A few years ago I started a composer's salon here in New York City to foster discussion on topics dealing with music issues. I wanted to create a forum where a group of composers would sit down together with good food and drink and talk (and argue) about various ideas and questions in a collegial atmosphere of learning. The talks were quite interesting and often lead to insights far a field from the original topic and subject; the recommendations and listening of various recordings was also a wonderful component to the Salon.
So I thought I'd revive my Salon (sans food and drink) here on the Pulse blog. I'll post a new discussion topic mid-month. I'll present questions that hopefully will provide manna to a good discussion. While it is geared toward the composers out there, please feel free to chime in if you are a performer, critic, or listener in any genre or style. Also, if you would like to discuss different aspects of the questions, don't hestitate.
Now gentlemen and ladies, let's begin the blogging.....
Joe
PULSE Composer’s Salon #1
The Audience
“The public is a thick skinned beast which must be continually beaten to let it know you are there.”—Walt Whitman
“Historically, the artist has been a slave, an unregarded wage earner, a courtier, clown and sycophant, a domestic, finally an unknown citizen trying to arrest the attention of a huge anonymous mass public and compel it to learn his name.” —Jacques Barzan from The Use and Abuse of Art
I. In an interview (New Voices by Geoff and Nicola Walker Smith, Amadeus Press, 1995), Laurie Anderson says that her work/composition is not complete until it has been observed or heard [and subsequently] evaluated by an audience. She goes on to say that the measure of a good work of art is one that (as you experience it) “makes you want to jump up and get out of there” and go and create something yourself. How do you view this statement (especially in relationship toward how your own compositions are received by the public)?
II. One premise of the book Hole in Our Soul by Martha Bayles (Free Press, 1994) is that with the rise of modernism (in art) in the early 20th century, there came a disconnect with audiences—an “antagonism” between the artistic creator and the consumer of the art. Before this perverse (her words) turn of events, the relationship between creator and consumer was not so great. (At least in jazz) high art and the commercial and popular were not always mutually exclusive. As Gary Giddins states, people like Duke Ellington or Louis Armstrong had the “…ability to balance the emotional gravity of the artist with the communal good cheer of the entertainer…” However, with the advent of such movements as Dadaism or Abstract Expressionism in painting, the literary explorations of Gertrude Stein, Virginia Wolff, and James Joyce, and in music the dodecaphonic and serial explorations of Arnold Schoenberg, chance and aleatory music of John Cage and in jazz the rise of bebop and free jazz, large audiences mostly tuned out. Jazz critic Philip Larkin is quoted in Hole in Our Soul stating, “To say I don’t like modern jazz because it’s modernist art simply raises the question of why I don’t like modernist art…I dislike such things not because they are new, but because they are irresponsible exploitations of technique in contradiction of human life as we know it. This is my essential criticism of modernism, whether perpetrated by (Charlie) Parker, (Erza) Pound, or (Pablo) Picasso: it helps us neither to enjoy nor to endure.”
Do you agree or disagree with Bayles’ and/or Larkin’s statements/premises? How do you as a composer/performer, balance artistic and commercial viability in your own work? In the presentation (i.e. performances) of your works? What other composers/performers do you feel balance artistic and commercial viability well? Is this even necessary?
General things to think about:
-As a composer and/or performer how do you generate audiences for your performances? How does audience reaction to a piece affect your future writing? your programming? Do you think about the audience when writing?
-Can you recommend any composer, group, or recording that balances the artistic with the popular (or at least commercial successful)?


◆ What you will do
Begin with the line holding "At what (x,y)", then print every line after it through the end of the data, exactly and with nothing added.

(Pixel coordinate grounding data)
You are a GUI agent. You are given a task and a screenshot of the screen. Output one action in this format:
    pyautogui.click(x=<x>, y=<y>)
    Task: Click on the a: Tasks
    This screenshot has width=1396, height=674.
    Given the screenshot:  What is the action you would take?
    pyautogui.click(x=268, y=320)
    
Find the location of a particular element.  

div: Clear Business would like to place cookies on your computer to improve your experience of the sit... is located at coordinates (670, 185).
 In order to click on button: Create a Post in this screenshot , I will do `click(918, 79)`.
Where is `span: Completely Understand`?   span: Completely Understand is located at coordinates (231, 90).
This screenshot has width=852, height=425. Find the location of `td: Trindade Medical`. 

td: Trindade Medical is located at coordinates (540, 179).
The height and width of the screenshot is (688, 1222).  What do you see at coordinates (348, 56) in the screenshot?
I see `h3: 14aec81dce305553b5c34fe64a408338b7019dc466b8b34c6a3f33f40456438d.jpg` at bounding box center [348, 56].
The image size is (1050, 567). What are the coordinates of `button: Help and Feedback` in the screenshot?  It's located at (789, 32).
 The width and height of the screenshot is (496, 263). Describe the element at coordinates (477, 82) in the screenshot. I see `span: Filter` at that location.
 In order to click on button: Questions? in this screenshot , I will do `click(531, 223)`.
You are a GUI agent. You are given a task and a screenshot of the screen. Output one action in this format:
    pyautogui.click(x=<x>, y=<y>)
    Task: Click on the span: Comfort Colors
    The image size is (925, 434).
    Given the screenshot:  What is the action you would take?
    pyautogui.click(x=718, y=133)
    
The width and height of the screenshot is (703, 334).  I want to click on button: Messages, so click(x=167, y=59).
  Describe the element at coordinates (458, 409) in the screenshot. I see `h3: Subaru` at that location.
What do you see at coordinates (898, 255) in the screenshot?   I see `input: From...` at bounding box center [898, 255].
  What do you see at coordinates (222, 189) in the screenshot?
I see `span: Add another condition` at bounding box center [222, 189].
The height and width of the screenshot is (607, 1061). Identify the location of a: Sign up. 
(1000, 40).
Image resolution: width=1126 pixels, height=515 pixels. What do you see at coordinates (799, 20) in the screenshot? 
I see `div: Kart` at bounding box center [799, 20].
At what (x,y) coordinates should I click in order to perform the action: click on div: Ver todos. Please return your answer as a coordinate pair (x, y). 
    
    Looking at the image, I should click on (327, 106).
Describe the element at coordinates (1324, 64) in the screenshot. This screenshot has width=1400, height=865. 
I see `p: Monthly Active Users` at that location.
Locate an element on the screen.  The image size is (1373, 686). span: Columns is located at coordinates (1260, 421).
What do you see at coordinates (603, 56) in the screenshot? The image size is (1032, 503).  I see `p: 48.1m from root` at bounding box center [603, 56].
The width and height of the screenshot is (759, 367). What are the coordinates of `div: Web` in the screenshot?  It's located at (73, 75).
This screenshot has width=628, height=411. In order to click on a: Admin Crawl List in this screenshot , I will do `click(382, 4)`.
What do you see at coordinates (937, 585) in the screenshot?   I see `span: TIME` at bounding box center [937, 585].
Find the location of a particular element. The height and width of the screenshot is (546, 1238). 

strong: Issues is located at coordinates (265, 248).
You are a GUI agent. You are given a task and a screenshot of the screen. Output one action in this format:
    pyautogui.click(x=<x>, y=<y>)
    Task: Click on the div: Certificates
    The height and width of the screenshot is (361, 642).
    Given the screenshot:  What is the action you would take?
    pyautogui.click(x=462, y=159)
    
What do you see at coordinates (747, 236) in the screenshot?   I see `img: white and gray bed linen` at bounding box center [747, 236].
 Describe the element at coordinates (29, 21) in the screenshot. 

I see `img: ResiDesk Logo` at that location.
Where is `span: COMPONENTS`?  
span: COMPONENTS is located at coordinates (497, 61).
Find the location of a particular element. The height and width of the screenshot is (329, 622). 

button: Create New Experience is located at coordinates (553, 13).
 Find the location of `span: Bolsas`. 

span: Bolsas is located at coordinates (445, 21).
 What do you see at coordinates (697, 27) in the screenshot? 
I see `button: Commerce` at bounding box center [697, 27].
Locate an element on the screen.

◆ Response below
At what (x,y) coordinates should I click in order to perform the action: click on div: Ver todos. Please return your answer as a coordinate pair (x, y). 
    
    Looking at the image, I should click on (327, 106).
Describe the element at coordinates (1324, 64) in the screenshot. This screenshot has width=1400, height=865. 
I see `p: Monthly Active Users` at that location.
Locate an element on the screen.  The image size is (1373, 686). span: Columns is located at coordinates (1260, 421).
What do you see at coordinates (603, 56) in the screenshot? The image size is (1032, 503).  I see `p: 48.1m from root` at bounding box center [603, 56].
The width and height of the screenshot is (759, 367). What are the coordinates of `div: Web` in the screenshot?  It's located at (73, 75).
This screenshot has width=628, height=411. In order to click on a: Admin Crawl List in this screenshot , I will do `click(382, 4)`.
What do you see at coordinates (937, 585) in the screenshot?   I see `span: TIME` at bounding box center [937, 585].
Find the location of a particular element. The height and width of the screenshot is (546, 1238). 

strong: Issues is located at coordinates (265, 248).
You are a GUI agent. You are given a task and a screenshot of the screen. Output one action in this format:
    pyautogui.click(x=<x>, y=<y>)
    Task: Click on the div: Certificates
    The height and width of the screenshot is (361, 642).
    Given the screenshot:  What is the action you would take?
    pyautogui.click(x=462, y=159)
    
What do you see at coordinates (747, 236) in the screenshot?   I see `img: white and gray bed linen` at bounding box center [747, 236].
 Describe the element at coordinates (29, 21) in the screenshot. 

I see `img: ResiDesk Logo` at that location.
Where is `span: COMPONENTS`?  
span: COMPONENTS is located at coordinates (497, 61).
Find the location of a particular element. The height and width of the screenshot is (329, 622). 

button: Create New Experience is located at coordinates (553, 13).
 Find the location of `span: Bolsas`. 

span: Bolsas is located at coordinates (445, 21).
 What do you see at coordinates (697, 27) in the screenshot? 
I see `button: Commerce` at bounding box center [697, 27].
Locate an element on the screen.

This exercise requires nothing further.